HOUSTON -- The firefighter at the center of an investigation involving racist and sexist allegations at the Houston Fire Department says she can’t return to work due to a letter written by a fire captain.
Last July, Jayne Draycott and another female firefighter reported racist and sexist graffiti scrawled outside their firehouse lockers. Draycott has been on leave with pay since the incident.
Her lawyer said Wednesday was supposed to be her first day back at work, but all that changed after she found out what was written in the letter that was read during a meeting at the firehouse.
Fire Chief Phil Boriskie, members of his command staff, a department psychologist and firefighters with station 54 attended the morning meeting. It was a meeting meant to allow firefighters to put everything on the table and talk about their concerns.
“She felt ambushed for one,” said Draycott’s attorney Joe Ahmad. “She didn’t know the captain was going to read the letter with everyone there. That really did not put her in a good light and suggested she did something wrong, and as a result of the complaint some of the firefighters in the department said it made them look bad.”
11 News was not able to obtain a copy of the letter that was read at the meeting.
Sources say at one point during the meeting, Draycott was told the controversy led to a heart attack for one firefighter and the divorce of another. Fellow firefighters never told her they blamed her for the graffiti, but she got the feeling they suspected she could be involved.
“It was pretty obvious that after the letter was read the people at the station aren’t ready for her to go back to work,” said Ahmad.
Ahmad said Draycott came to a mutual decision with Chief Broiskie that she will go back on leave with pay.
The Houston Professional Firefighters Association is caught in the middle.

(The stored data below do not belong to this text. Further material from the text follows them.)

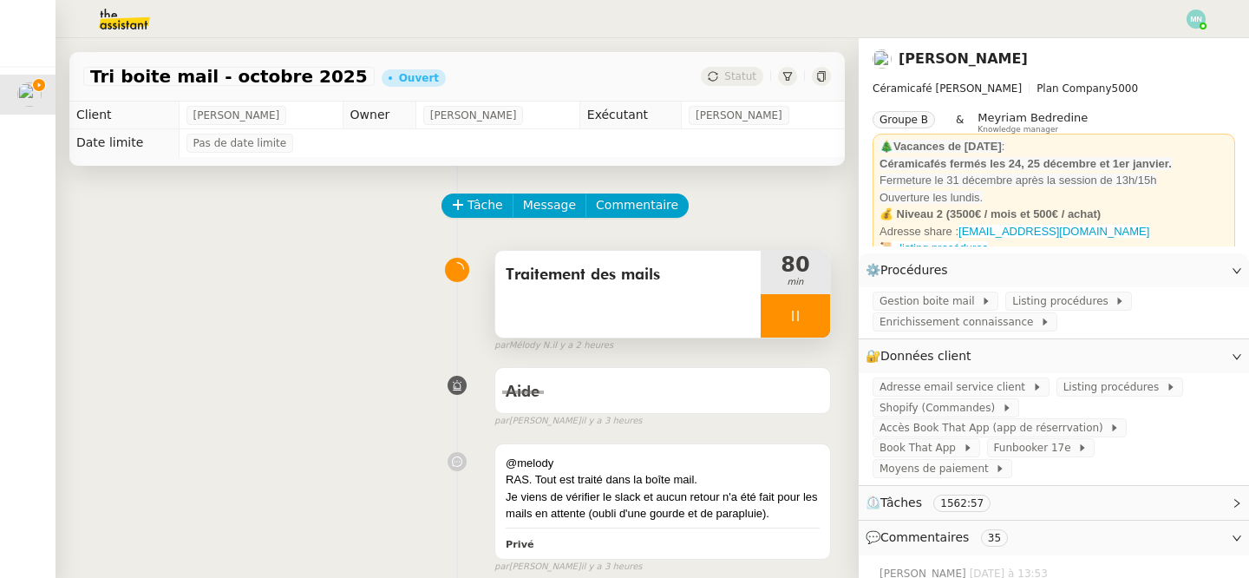 The image size is (1249, 578). Describe the element at coordinates (379, 115) in the screenshot. I see `td: Owner` at that location.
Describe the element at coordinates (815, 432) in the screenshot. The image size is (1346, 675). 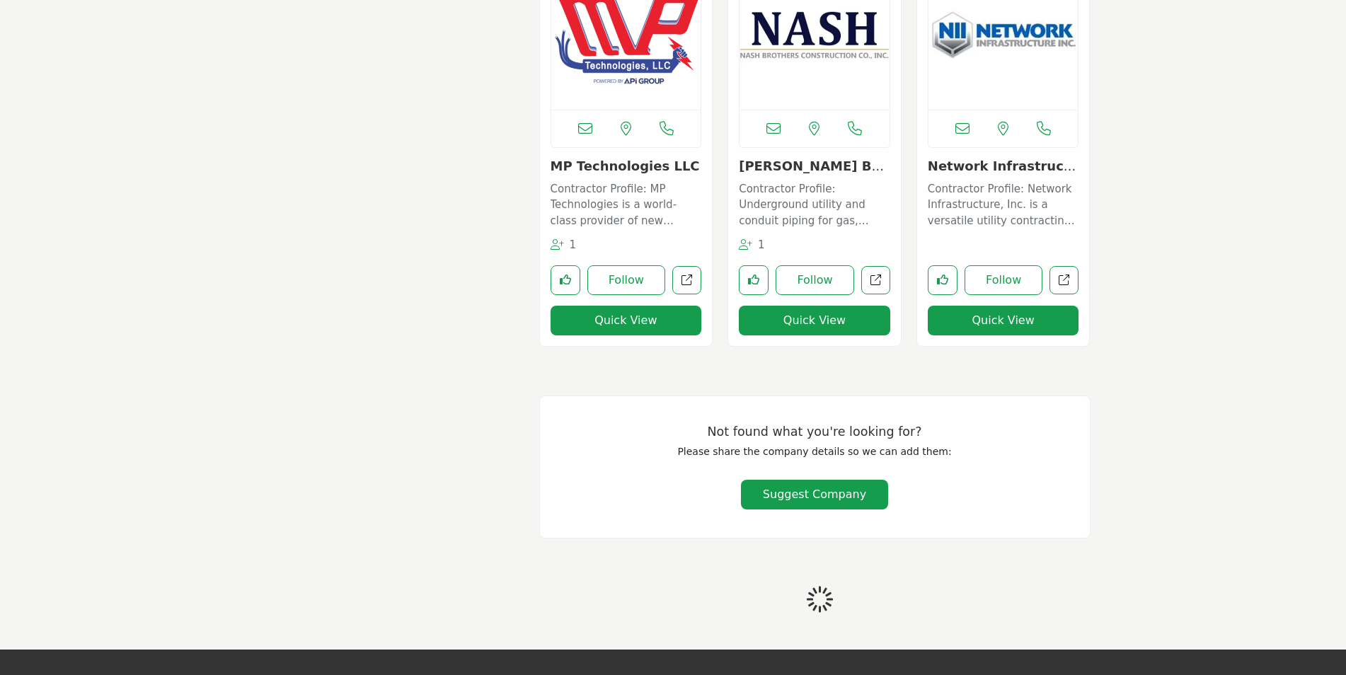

“It’s a difficult place to be,” said Local 341 President Jeff Caynon. “It’s imperative to us that everyone involved has their rights protected.”
Caynon did not attend the meeting, but a representative from Local 341 was there. Caynon spoke with that representative after the meeting.
“There was never a time that people started piling on. I think they had, by all accounts, a productive conversation about what happened and how everybody felt and I think they got those issues out on the table,” he said.
They are issues Draycott’s attorney believes will not be resolved until it’s determined who’s behind the graffiti.
The Office of Inspector General is investigating. There was no word on when the investigation will be complete.
The Houston Fire Department did not want to comment.